August 27, 2004

IT myths keep coming

Readers offer some new urban legends to ponder

This week I get the columnist's equivalent of a free ride. I snag the byline; InfoWorld's readers supply the content. By way of explanation, two weeks back, I wrote about "The Six Great Myths of IT" and asked for your input on any myths we might have missed. The request struck a chord and I was deluged with suggestions. Herewith, a few of the best.

"The mainframe is dead." Bill Anderson first heard this in 1977, when he proposed purchase of an IBM 370/158 to management. "One of the execs … suggested … that this was likely to be the last mainframe we would have to buy …. The reality: I just bought four top-of-the-line IBM T-Rex 990s running z/OS." Senior Programmer Analyst Erik Tornquist concurs: "I believe that IBM's T-Rex proves this to be another urban legend."

"Unix is more reliable than Windows." Reader Tom Pittman "would like to believe it, but my experience does not support it. I really would like to see some stats, though." Me, too, Tom. In the meantime, consider Brian Fahrlander's suggested myth, that "Windows has a lower TCO than Linux." The owner of Freedom Computing writes that "Gartner (in one of its prepaid studies, wink, wink) proved that Microsoft has a lower TCO, as long as the Linux box is running on a $3 million mainframe and the Windows box is on commodity hardware. Quite a stretch."

"Viruses, worms, and hacking caused up to $226 billion in global damages in 2003." Rob Rosenberg offers this tidbit (and many similar examples of "computer security hysteria") from the site Vmyths, which he edits.

And while we're on the subject of hard-to-support economic claims, how about this statistic from the National Institute of Standards and Technology: "Software errors cost the U.S. economy $60 billion annually." Parasoft CEO Dr. Adam Kolawa takes issue. "It's not surprising that many people believe that software is buggy and doesn't really work," he says. "However, I'm not convinced. If software were really this bad, how could we function in a society where software controls almost everything -- from our communication infrastructure, to our energy infrastructure, to our medical devices, to our means of transportation?"

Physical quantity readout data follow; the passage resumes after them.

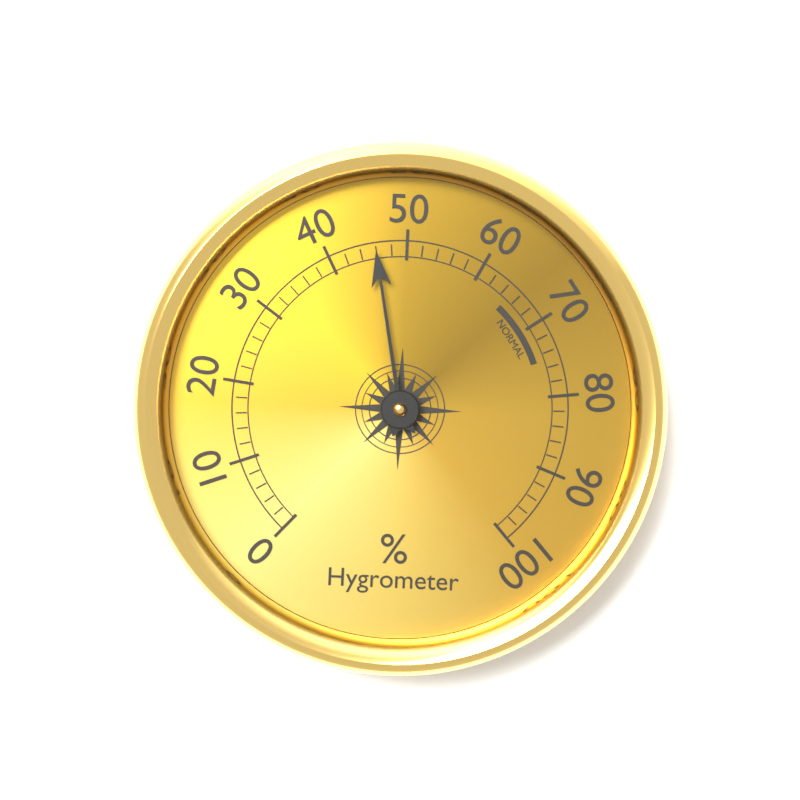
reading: 46 %
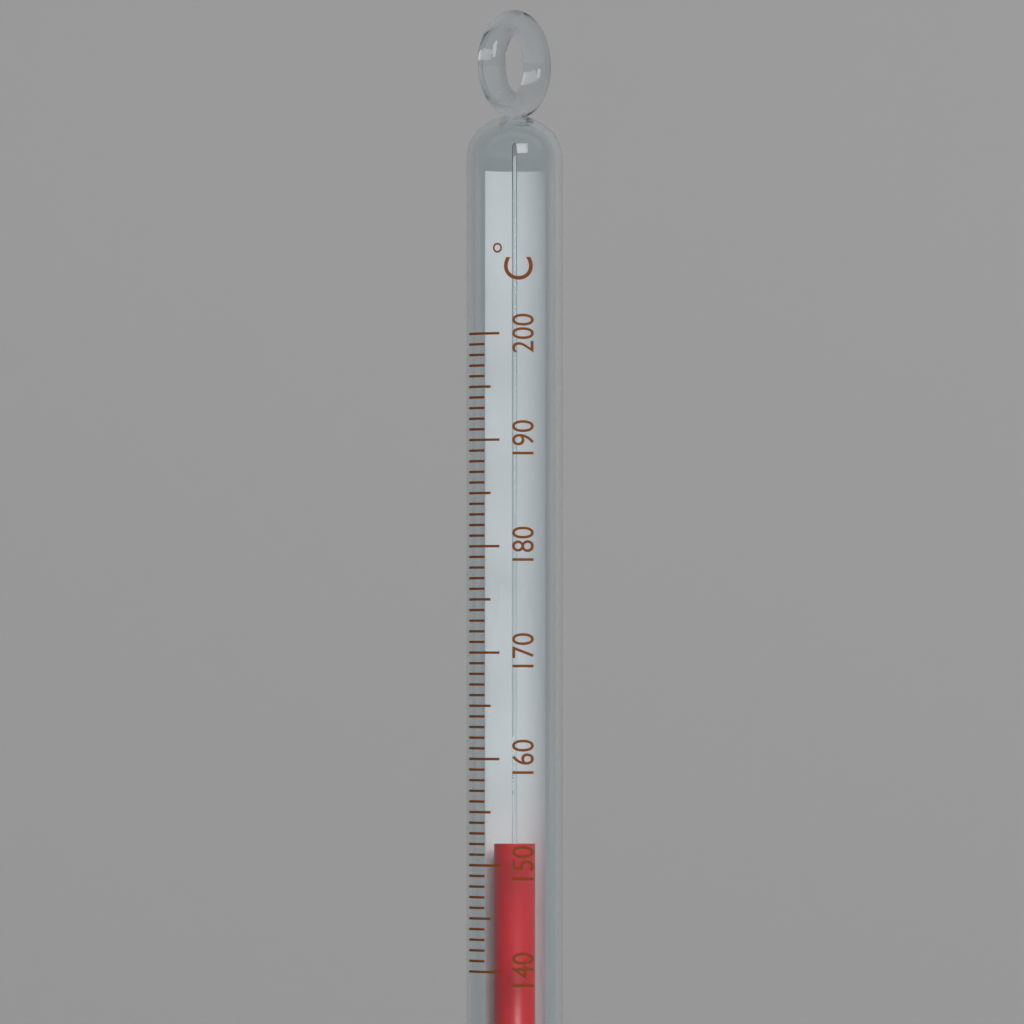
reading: 152 °C
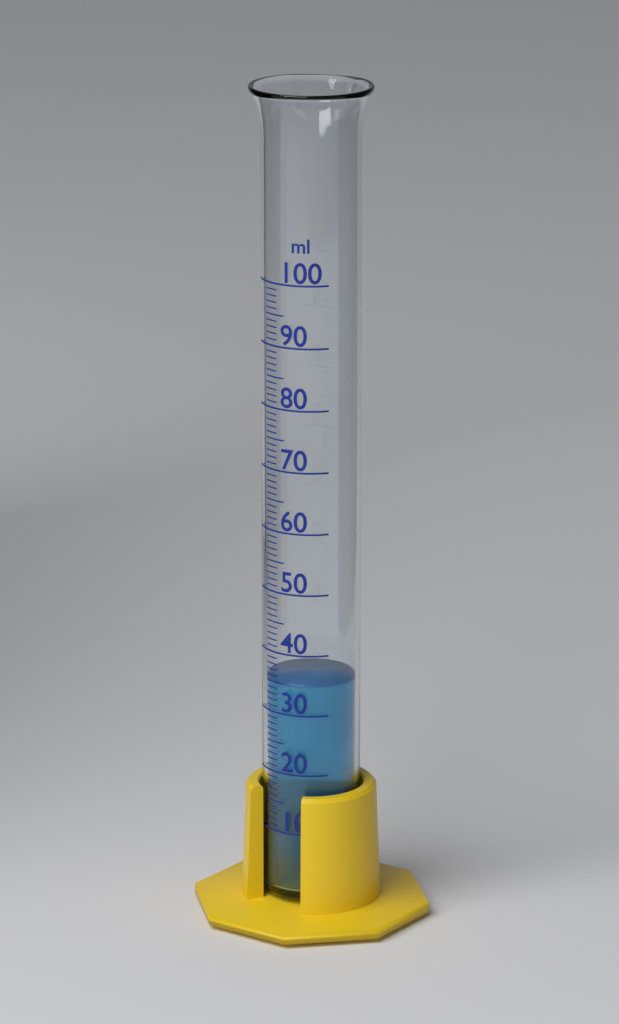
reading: 35 ml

Software engineer Clifford V. Moravetz offers up the claim that "Eighty percent of your costs are in maintaining software" – a frequently repeated stat. "I've often used this [statistic] to underscore the importance of documentation and commenting the code well," he says. "So is this really true?" Not sure, Clifford, but it evokes another overused catch-all -- the ubiquitous 80/20 rule. As Darryl Mataya, a chief development officer, points out, "First it was used to describe resources: 80 percent of your CPU time will be used by 20 percent of your jobs; 80 percent of the cycles will be used by 20 percent of your code; 80 percent of your network traffic will be generated by 20 percent of your users. Now it is used to describe every conceivable management concept. Don't believe me -- Google it! Eighty percent of your management time should be spent on 20 percent of your employees, (or is it the other way around?) 80 percent of your Web traffic comes from 20 percent of your pages, ad nauseam. … It is well known by students of urban legend that a key characteristic of successful legends is un-provability. Ironically, this legend drips it. Not only does it involve separate coefficients on two typically difficult-to-measure values, it has the convenient mathematical characteristic of implying that the two factors are connected by a direct and inverse relationship. Zillions of invisible hands at work all day long on a 4-to-1 lever."